Vietnam building military hospital in troubled Laotian province
HANOI - The Vietnamese army is building a military hospital in the troubled Laotian province of Xiang Khouang, where diplomats say
Vietnamese troops have intervened in the face of a mounting rebel insurgency, Vietnam's official VNA news agency said
Saturday.
The Vietnamese defence ministry is funding the whole of the 666,600 dollar cost of the hospital, which will serve what the news
agency described as the Xiang Khouang "military zone."
Vietnam sent a high ranking delegation to the ground-breaking, headed by Major General Nguyen Khac Duong, commander of
Vietnam's fourth military zone and a member of the powerful central committee of the ruling Communist Party, the news agency
said.
The Laotian side was led by Colonel Ukeo Sayphoubanh, the deputy director of the army's logistics department, it said,
without specifying when the ceremony took place.
Vietnamese officials have repeatedly denied that their troops have intervened in Laos, but diplomats in Vientiane say the
authorities there have been forced to seek a renewed intervention by the larger communist neighbour in the face of mounting
casualties at the hands of rebels from the Hmong minority.
One Western diplomat told AFP last month that he had seen military transports carrying Vietnamese troops on the streets of
the Laotian capital and a string of officials from both the Laotian army and Xiang Khouang province have visited Vietnam in
recent weeks.
Massive military support from Vietnam in the late 1970s and 1980s largely eliminated the remnants of an anti-communist militia
recruited among the Hmong by the the US Central Intelligence Agency during the Vietnam War, although low-level attacks
continued through the 1990s.
But diplomats say an upsurge in rebel attacks this year has left the Laotian army reeling in the face of mounting losses and
struggling to control Xiang Khouang province as well as the Xaysamboun "special zone" to its south.
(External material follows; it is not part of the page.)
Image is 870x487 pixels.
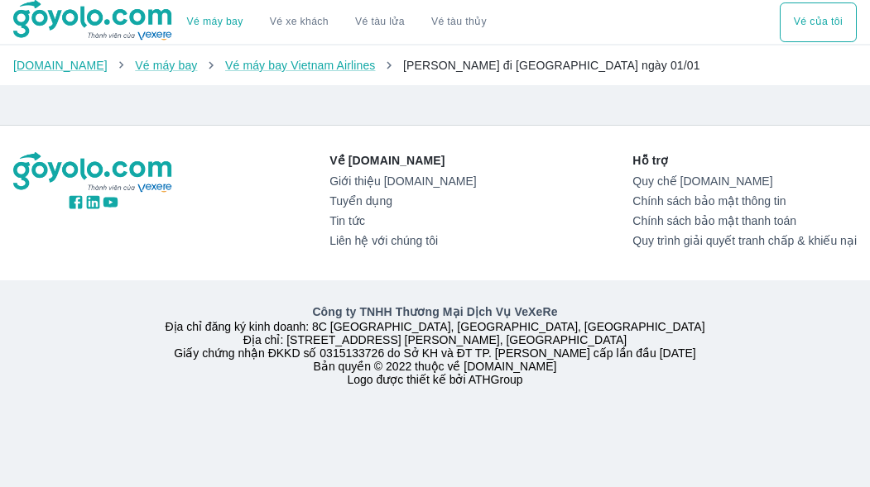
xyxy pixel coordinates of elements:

Earlier this year the authorities imposed a complete ban on foreigners travelling to Xiang Khouang, even though the Plain of
Jars, south of the provincial capital of Phonsavan, had previously been one of Laos's most popular tourist attractions, diplomats
say.
Xaysamboun, between Xiang Khouang and the Laotian capital, has long been under military rule and closed to foreigners.
Agence France Presse - July 1st, 2000.